Hakka cuisine is the cooking style of the Hakka people, who are mainly found in southeastern Guangdong and Fujian provinces, but also may be found in other parts of China.
The menus are fairly standard in any Hakka restaurant, Some of the best buys are the chicken stew (清炖鸡), pork soup (猪肉汤), braised bean curd (让豆腐) and the vegetables cooked in lard (猪油炒菜).
Braised bean curd (让豆腐) is a classic Hakka dish. The bean curd is hand made and freshly made daily. As a result, the taste is unforgettable. The smoothness and the flavour of real soy bean curd rather than the flour augmented type found in the supermarket variety tofu combined with the bits of minced meat topping and the preserved beans used to flavour the dish. Excellent, and polished off cleanly within minutes. The choy sum vegetables cooked in lard was excellent. Cholesterol aside, I maintain that lard just makes the vegetables taste so much better. And even the lard is delicious.
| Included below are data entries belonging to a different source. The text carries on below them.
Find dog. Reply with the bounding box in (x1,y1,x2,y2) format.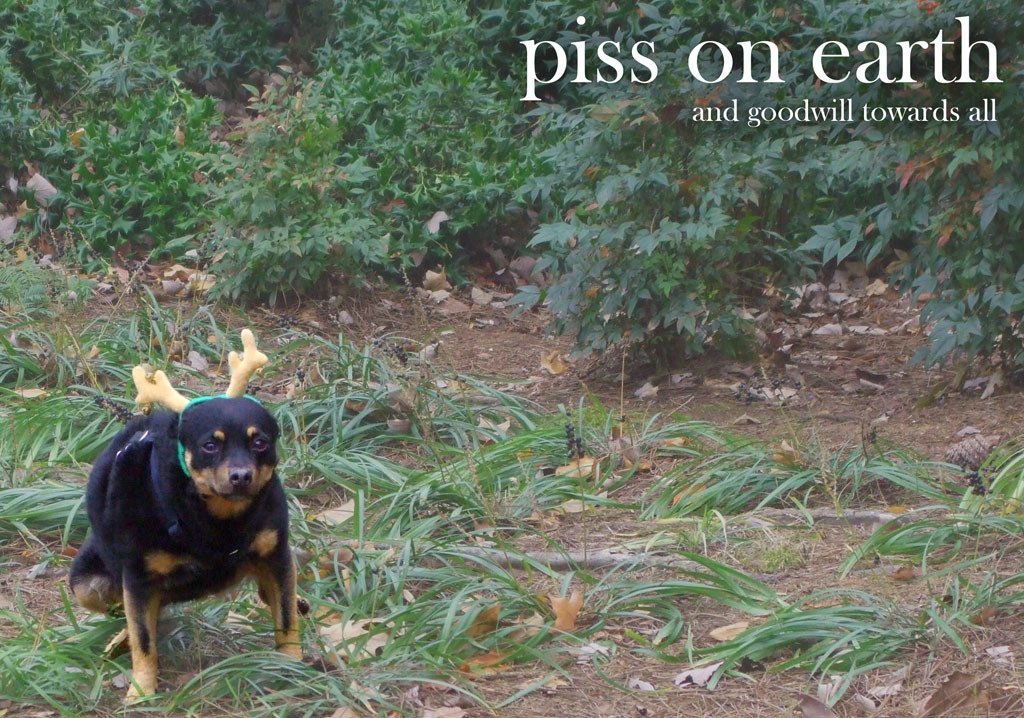
(66,398,312,706).
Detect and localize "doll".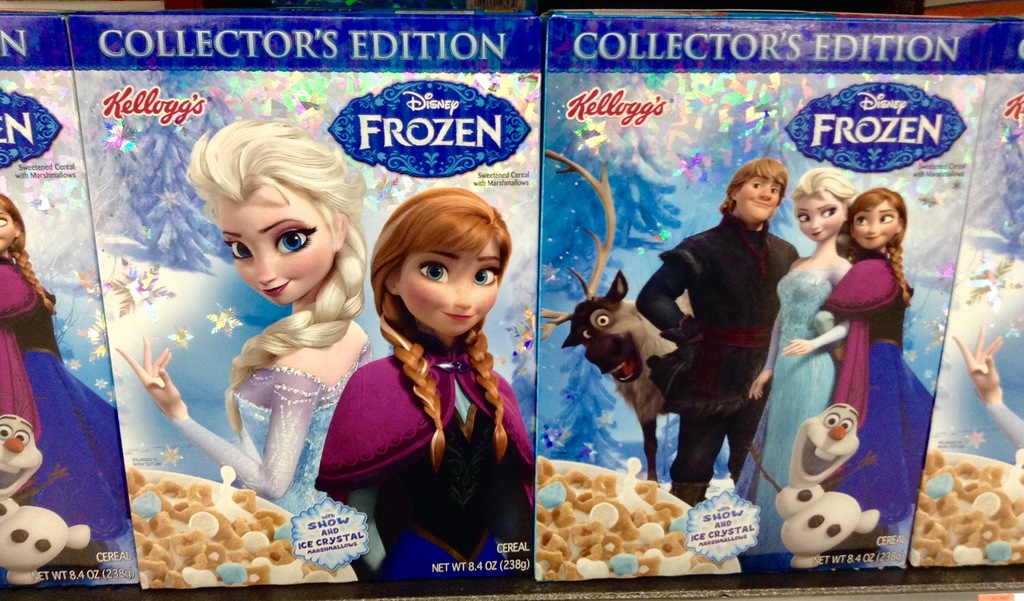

Salt baked chicken – in its original form the chicken was baked inside a hot salt crust, but today most Hakka restaurants cover it with a salty mixture before steaming it or baking it in an oven
Hakka people are well known for clay pot cooking. Various meats, fish and vegetables are simmered together in a clay pot to combine the flavours. In this case fresh water eel is baked together with whole garlic cloves and seasonings until almost caramelized
The rice in Hakka tradition is not cooked in a rice cooker like most other restaurants. Instead, it is individually cooked in earthen bowls and steamed in a large cooker. It seems that the earthen bowls impart a unique fragrance to the steamed rice and somehow enhances the flavour of the rice, making it taste even more fragrant than Thai fragrant rice.